It's summer, the cicadas are singing, and the Lafayette family has returned to their late patriarch's  Arkansas home to deal with the remains of his estate. Toni, the eldest daughter, hopes they'll  spend the weekend remembering and reconnecting over their beloved father. Bo, her brother, wants to recoup some of the funds he spent caring for Dad at the end of his life. But things take a turn  when their estranged brother, Franz, appears late one night, and mysterious objects are  discovered among the clutter. Suddenly, long-hidden secrets and buried resentments can't be contained,  and the family is forced to face the ghosts of their past. 

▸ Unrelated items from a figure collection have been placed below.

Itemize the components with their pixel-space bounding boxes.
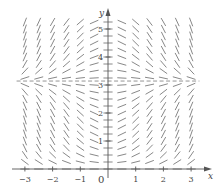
- x-tick-label: 1: [133, 175, 138, 184]
- slope-segment: [162, 123, 166, 131]
- slope-segment: [37, 123, 40, 131]
- slope-segment: [159, 77, 167, 79]
- slope-segment: [133, 33, 139, 39]
- slope-segment: [90, 147, 98, 150]
- slope-segment: [118, 63, 126, 65]
- slope-segment: [176, 116, 179, 124]
- slope-segment: [50, 137, 54, 144]
- slope-segment: [176, 123, 179, 131]
- slope-segment: [133, 138, 139, 143]
- slope-segment: [118, 147, 126, 150]
- slope-segment: [51, 123, 55, 131]
- slope-segment: [161, 96, 166, 102]
- slope-segment: [189, 53, 192, 61]
- slope-segment: [132, 62, 139, 66]
- slope-segment: [77, 146, 84, 151]
- slope-segment: [77, 47, 83, 53]
- slope-segment: [64, 145, 70, 151]
- slope-segment: [50, 145, 55, 152]
- slope-segment: [21, 83, 29, 86]
- slope-segment: [146, 61, 152, 67]
- slope-segment: [160, 160, 168, 164]
- slope-segment: [188, 68, 194, 74]
- slope-segment: [64, 19, 69, 26]
- slope-segment: [147, 32, 152, 39]
- slope-segment: [189, 95, 193, 102]
- slope-segment: [23, 152, 28, 159]
- x-tick-label: −2: [47, 175, 59, 184]
- slope-segment: [173, 77, 181, 79]
- slope-segment: [35, 160, 42, 164]
- slope-segment: [146, 96, 152, 102]
- slope-segment: [90, 48, 98, 51]
- slope-segment: [64, 40, 69, 47]
- slope-segment: [49, 69, 56, 74]
- slope-segment: [64, 131, 69, 138]
- slope-segment: [190, 123, 193, 131]
- slope-segment: [63, 90, 70, 94]
- slope-segment: [173, 84, 181, 87]
- slope-segment: [62, 77, 70, 78]
- slope-segment: [147, 26, 152, 33]
- slope-segment: [90, 34, 98, 38]
- slope-segment: [64, 117, 69, 124]
- slope-segment: [145, 84, 153, 86]
- slope-segment: [37, 46, 40, 54]
- slope-segment: [159, 84, 167, 86]
- y-tick-label: 2: [98, 109, 103, 118]
- slope-segment: [147, 145, 153, 151]
- slope-segment: [118, 27, 126, 31]
- slope-segment: [175, 61, 180, 68]
- slope-segment: [77, 40, 83, 46]
- slope-segment: [147, 19, 152, 26]
- slope-segment: [35, 84, 43, 87]
- slope-segment: [161, 102, 166, 109]
- slope-segment: [63, 61, 69, 67]
- slope-segment: [145, 77, 153, 78]
- slope-segment: [175, 18, 179, 26]
- slope-segment: [174, 160, 181, 164]
- slope-segment: [176, 25, 179, 33]
- slope-segment: [175, 152, 180, 158]
- slope-segment: [189, 152, 194, 159]
- slope-segment: [76, 84, 84, 85]
- slope-segment: [77, 138, 83, 143]
- slope-segment: [161, 46, 165, 53]
- slope-segment: [90, 63, 98, 65]
- slope-segment: [64, 47, 69, 54]
- slope-segment: [90, 56, 98, 59]
- slope-segment: [90, 154, 98, 156]
- slope-segment: [64, 103, 69, 109]
- y-tick-label: 5: [98, 25, 103, 34]
- slope-segment: [161, 137, 165, 144]
- slope-segment: [118, 125, 126, 129]
- slope-segment: [51, 130, 55, 137]
- slope-segment: [37, 130, 40, 138]
- slope-segment: [175, 137, 179, 145]
- slope-segment: [63, 69, 70, 73]
- slope-segment: [23, 60, 27, 67]
- slope-segment: [147, 40, 152, 47]
- slope-segment: [133, 117, 139, 123]
- slope-segment: [77, 26, 83, 32]
- slope-segment: [36, 89, 42, 95]
- slope-segment: [23, 144, 27, 152]
- slope-segment: [51, 25, 55, 32]
- slope-segment: [187, 83, 195, 86]
- slope-segment: [51, 32, 55, 40]
- slope-segment: [64, 54, 70, 60]
- slope-segment: [174, 89, 180, 95]
- slope-segment: [176, 32, 179, 40]
- slope-segment: [133, 26, 139, 32]
- slope-segment: [50, 102, 55, 109]
- slope-segment: [77, 117, 83, 123]
- y-tick-label: 4: [98, 53, 103, 62]
- slope-segment: [24, 32, 27, 40]
- slope-segment: [160, 152, 166, 158]
- slope-segment: [118, 104, 126, 107]
- slope-field-diagram: x y 0 −3−2−1123 12345: [0, 0, 221, 192]
- slope-segment: [147, 47, 152, 54]
- slope-segment: [37, 18, 41, 26]
- slope-segment: [77, 97, 84, 101]
- slope-segment: [175, 96, 180, 103]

Where did the design process begin? For dots, it was with playwright Branden Jacobs-Jenkins' script. "Our biggest inspiration for the design of the Lafayette family's house really came from Branden's phenomenal script. His writing contains incredibly detailed and evocative stage directions that imply so much about the house's spatial relationships in terms of how they function in the play and how they impact the behaviour of the characters as well as their relationships with each other," explained the design collective.

"Along with Lila Neugebauer, we really scrutinized every entrance, mentions of the way the stairs creak and the unexplained sounds that we hear off stage, and where objects appear from and disappear to. The action of the play is so specifically tied to the house that we needed to understand and design the layout of the entire house, including the parts that you dont see on stage as well as the outside of the house and its surroundings in order for it to feel like a fully realized place.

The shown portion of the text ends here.